4. If you work from home, do NOT overstate the size of your home office. You can knock money off your tax bill by using a home office, but the IRS will come and burrow deep into your rectum if you try to claim that the office takes up 50 percent of your house. They aren’t stupid. They’ll storm into your house, take measurements, and then discover your home “office” also doubles as the ping pong room. JAIL.
5. That said, try to write off all the shit you can. There’s a whole lot of shit that the IRS will let you partially deduct: mortgage payments, day care, cell phone bills, self-employed healthcare, car depreciation, that apartment you rented for your mistress under an alias, etc. Turbotax will ask you about all this and then ask you, “Do you REALLY use this for business only?” And then you will shit your pants for a moment, and then press ahead anyway.
6. Unless something is really wrong with you, you’re probably not gonna be able to deduct medical expenses. Did you spend more than 10 percent of your income on medical expenses? Congratulations, you’ve met the deduction threshold. Also, you are dying.
7. The more money you stash away, the less taxes you will pay. FACT: You can open a SEP IRA account right now, this instant, and have it applied to the previous tax year. You can only do this before Tax Day. As long as you put any money into an individual retirement fund (pick an index fund if you’re a financial dolt like I am), that money becomes tax-exempt so long as you never take it out prior to retirement age.

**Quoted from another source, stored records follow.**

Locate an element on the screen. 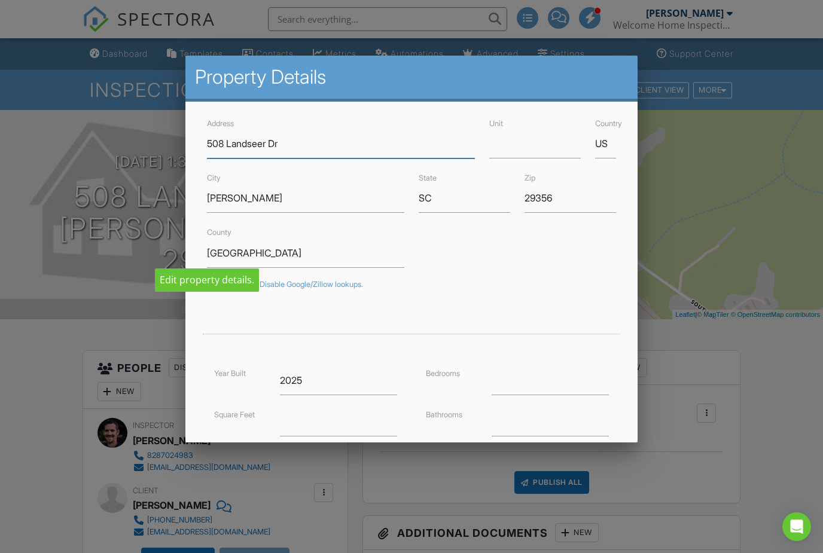 The width and height of the screenshot is (823, 553). label: City is located at coordinates (213, 178).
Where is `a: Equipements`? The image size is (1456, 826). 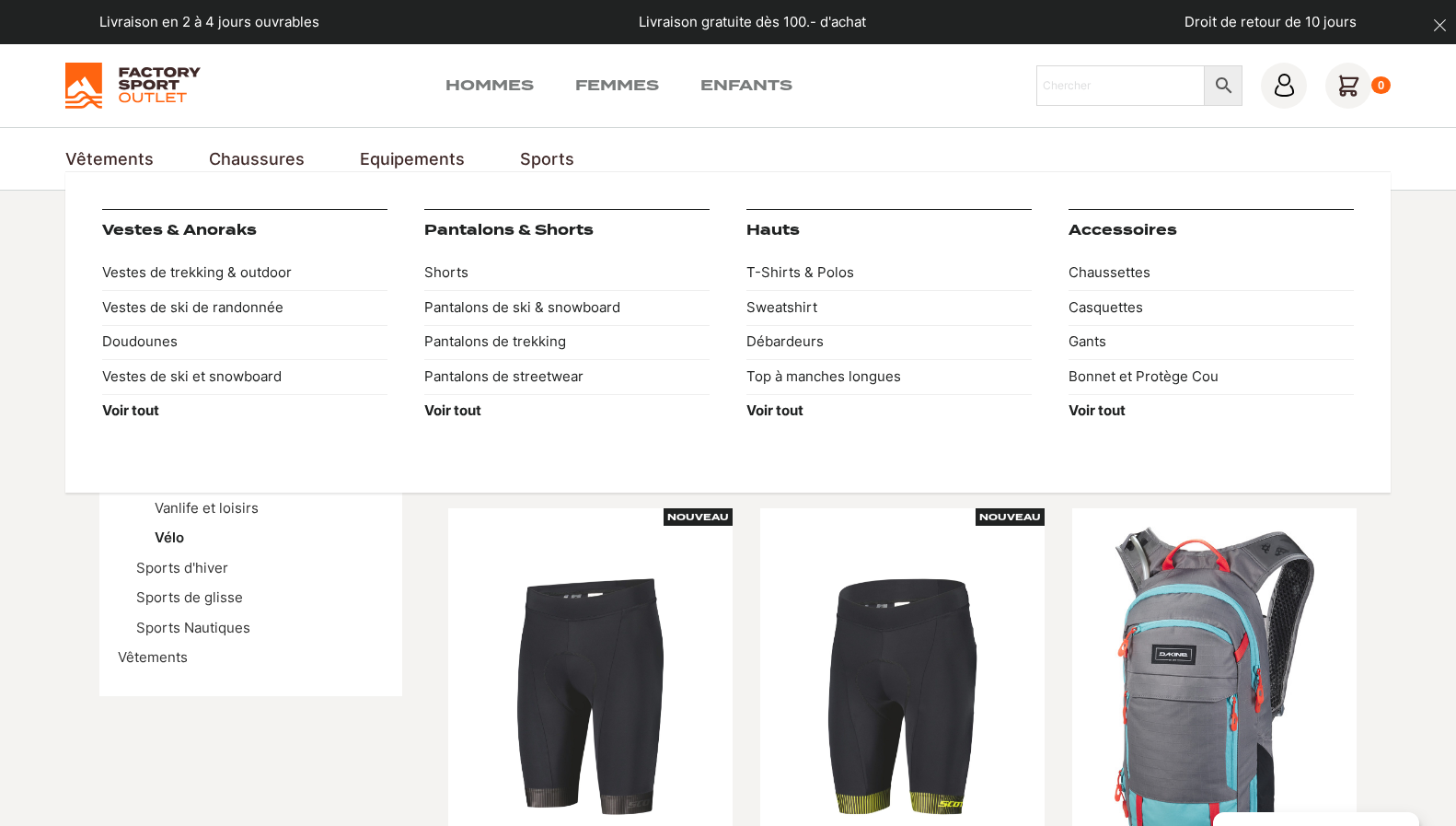
a: Equipements is located at coordinates (413, 159).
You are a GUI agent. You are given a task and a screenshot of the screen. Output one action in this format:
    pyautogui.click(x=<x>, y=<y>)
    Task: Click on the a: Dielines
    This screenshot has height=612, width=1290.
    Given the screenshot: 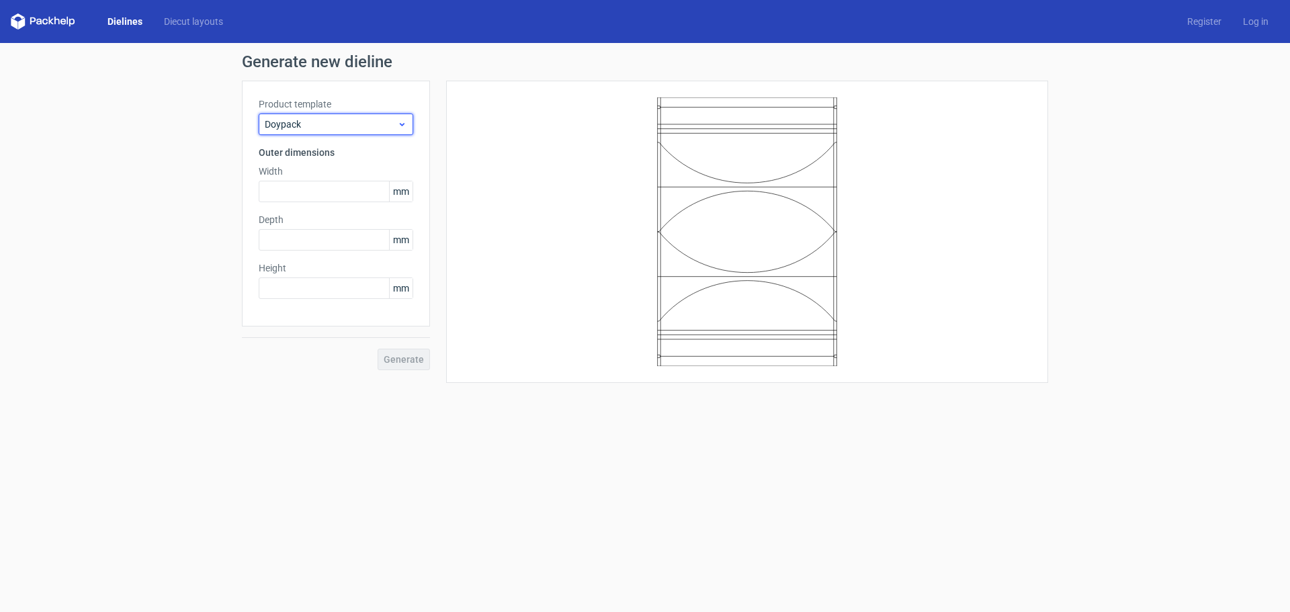 What is the action you would take?
    pyautogui.click(x=125, y=22)
    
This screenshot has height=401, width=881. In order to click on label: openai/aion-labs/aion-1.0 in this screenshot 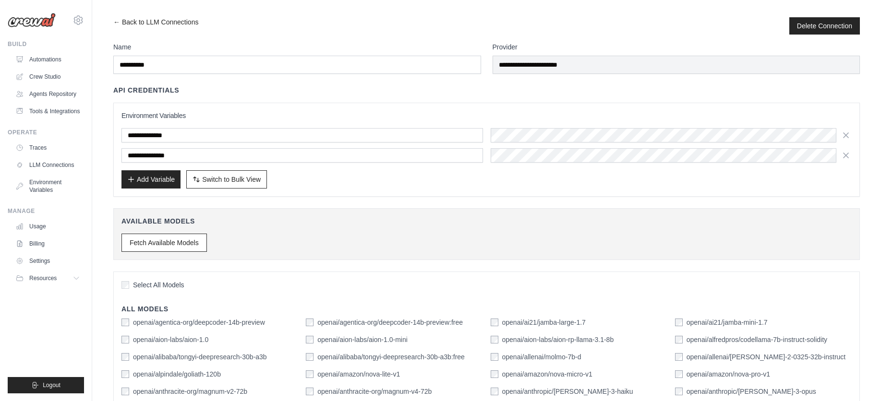, I will do `click(170, 340)`.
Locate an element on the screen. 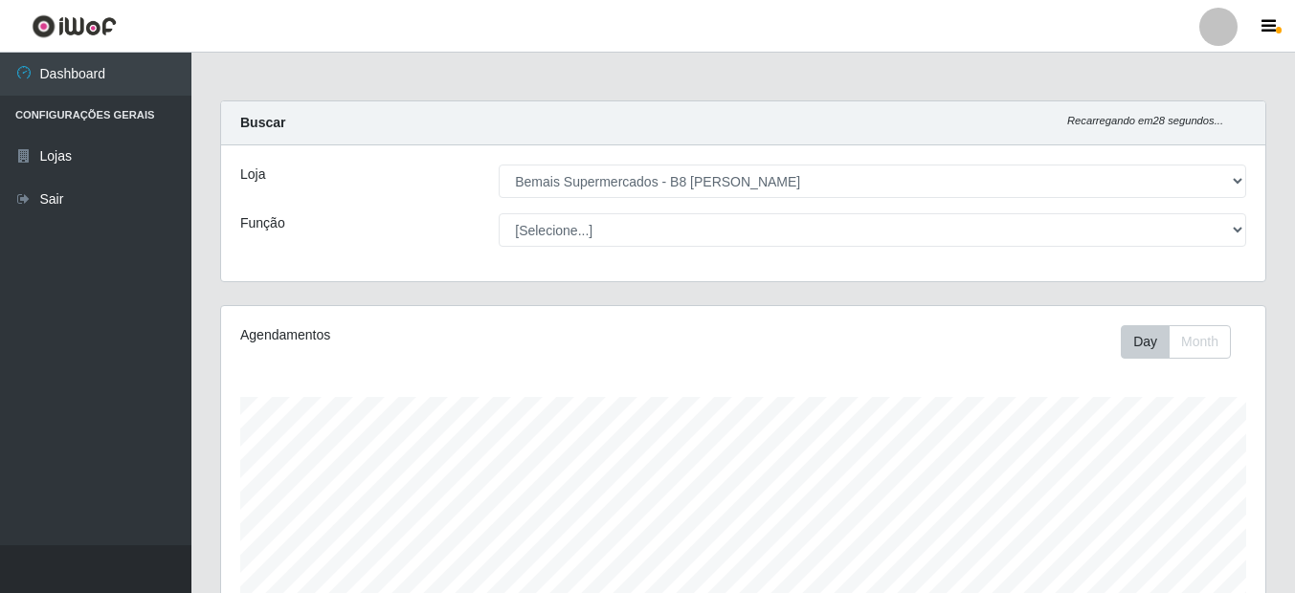 This screenshot has height=593, width=1295. i: Recarregando em 28 segundos... is located at coordinates (1145, 121).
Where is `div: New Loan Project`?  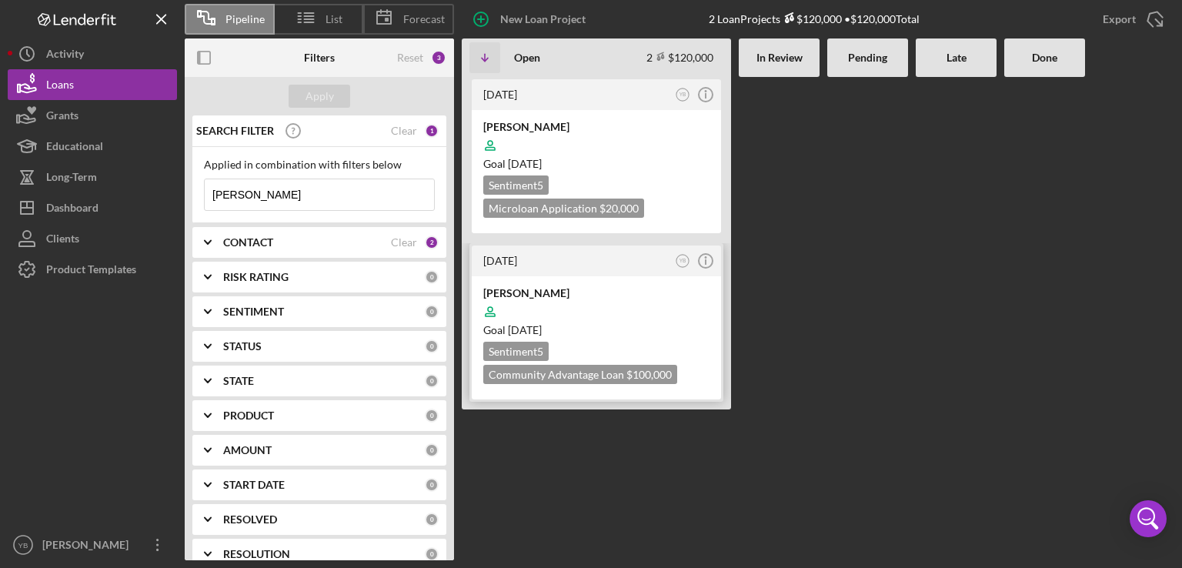
div: New Loan Project is located at coordinates (542, 19).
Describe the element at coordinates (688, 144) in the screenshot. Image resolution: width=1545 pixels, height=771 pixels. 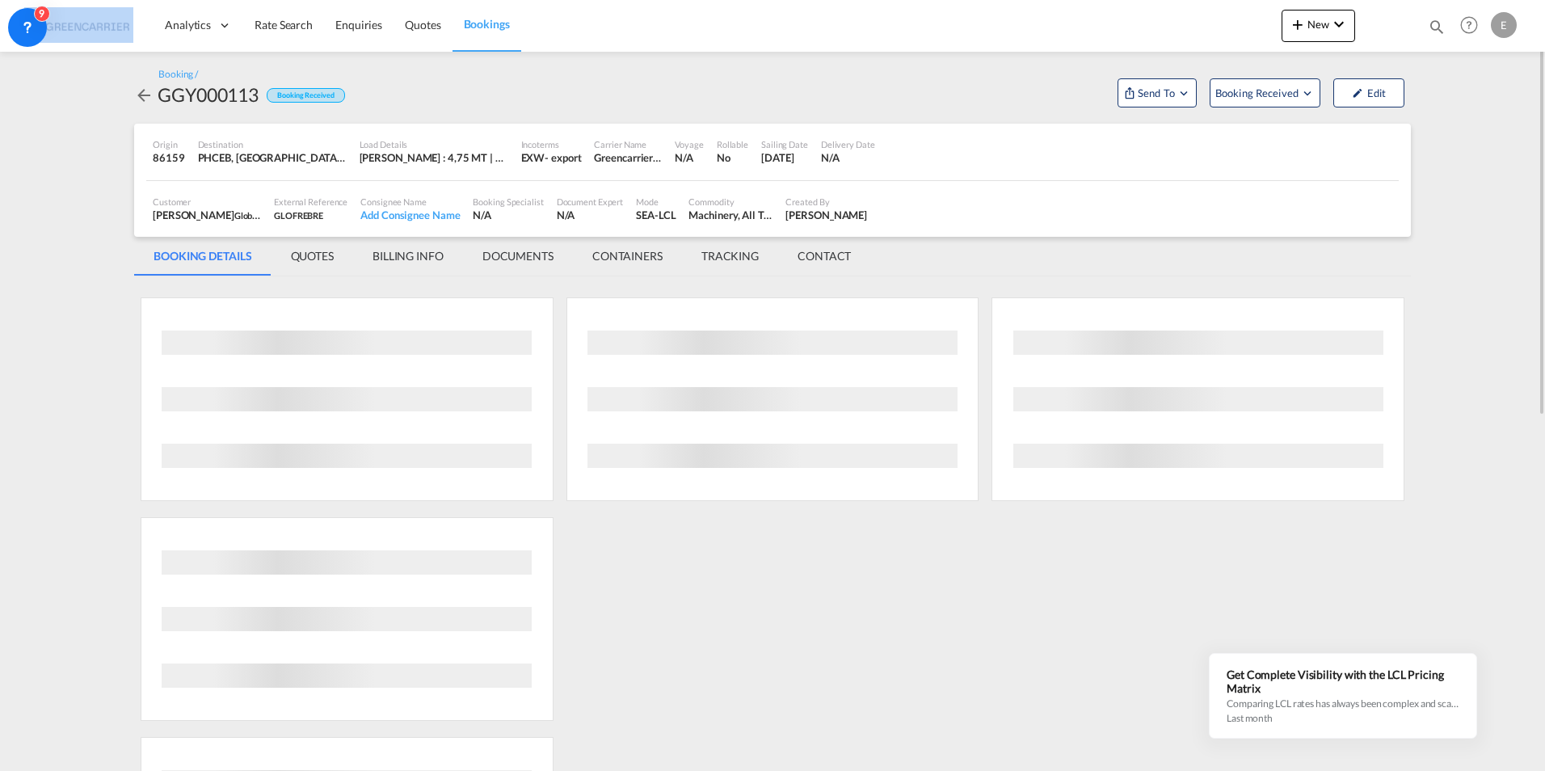
I see `div: Voyage` at that location.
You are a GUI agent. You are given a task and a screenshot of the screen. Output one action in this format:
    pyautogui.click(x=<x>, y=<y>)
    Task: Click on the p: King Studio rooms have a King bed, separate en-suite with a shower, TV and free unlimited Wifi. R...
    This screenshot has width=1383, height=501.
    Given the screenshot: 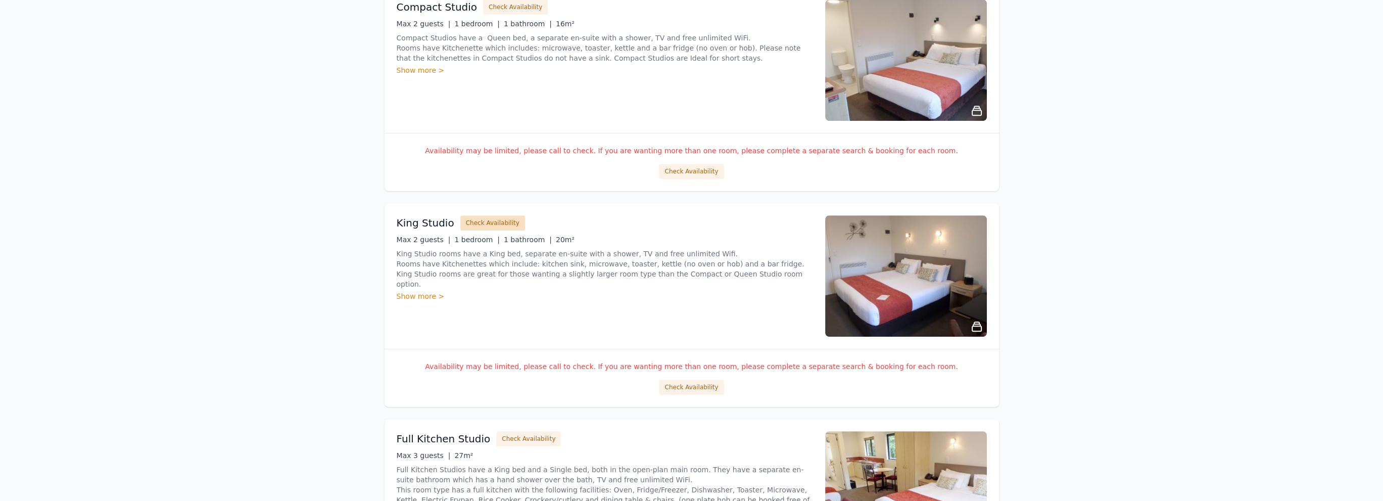 What is the action you would take?
    pyautogui.click(x=605, y=269)
    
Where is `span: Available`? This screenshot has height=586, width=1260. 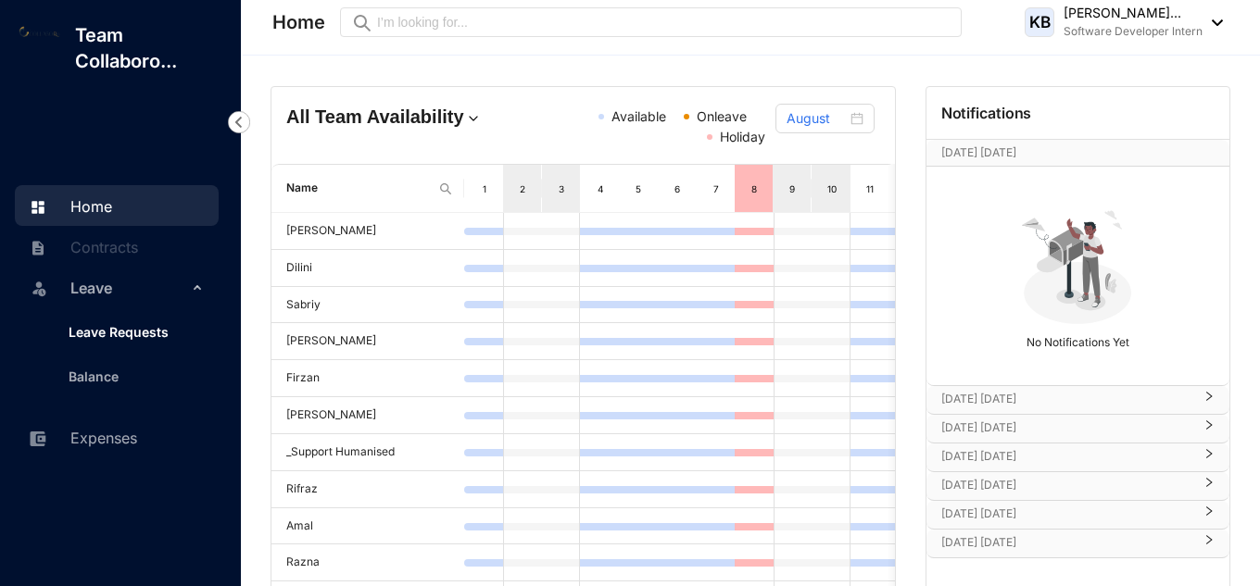 span: Available is located at coordinates (638, 116).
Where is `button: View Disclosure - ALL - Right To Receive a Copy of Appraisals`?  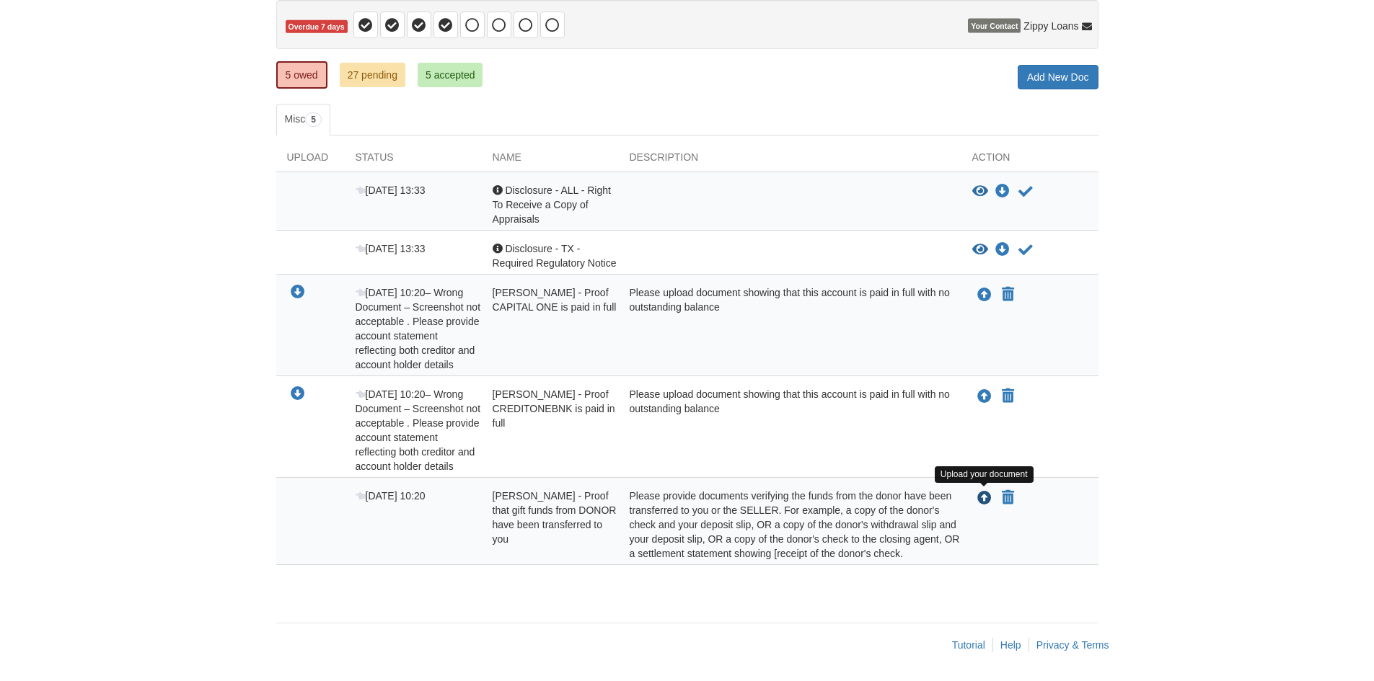
button: View Disclosure - ALL - Right To Receive a Copy of Appraisals is located at coordinates (980, 192).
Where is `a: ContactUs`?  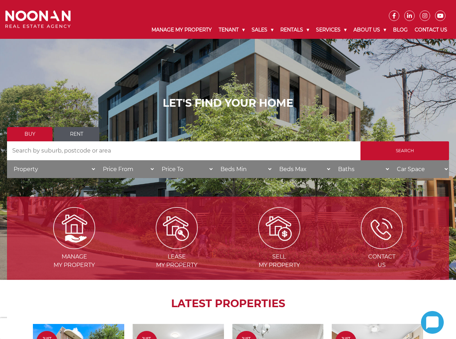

8. Be sure you have accounted for ALL vital tax documents. Every W2. Every 1099 you receive (this is freelance income). Every 1099-DIV you get from an investment service. A lot of companies have gone paperless with tax documents now, so DO NOT FORGET a digital tax form if that’s all your company sends you. The IRS will notice if it’s missing. Somehow, despite having to wade through tens of millions of tax returns, the IRS notices EVERYTHING. They’ll never arrest anyone at Goldman Sachs for driving the economy into a ditch. But they’ll hunt you down for that under-the-table lemonade-stand revenue.
9. Your ideal refund check is $0. If you get a big refund check, tax experts will tell you that you did a poor job by overpaying the government, allowing them to make money off the interest instead of you. Of course, that wildly overestimates your ability to manage your own money, but you understand the theory. You want to pay just the right amount of taxes during the year. Not too much and not too little. Got it? Good.
Now go finish those taxes and then get loaded. You’ve earned it.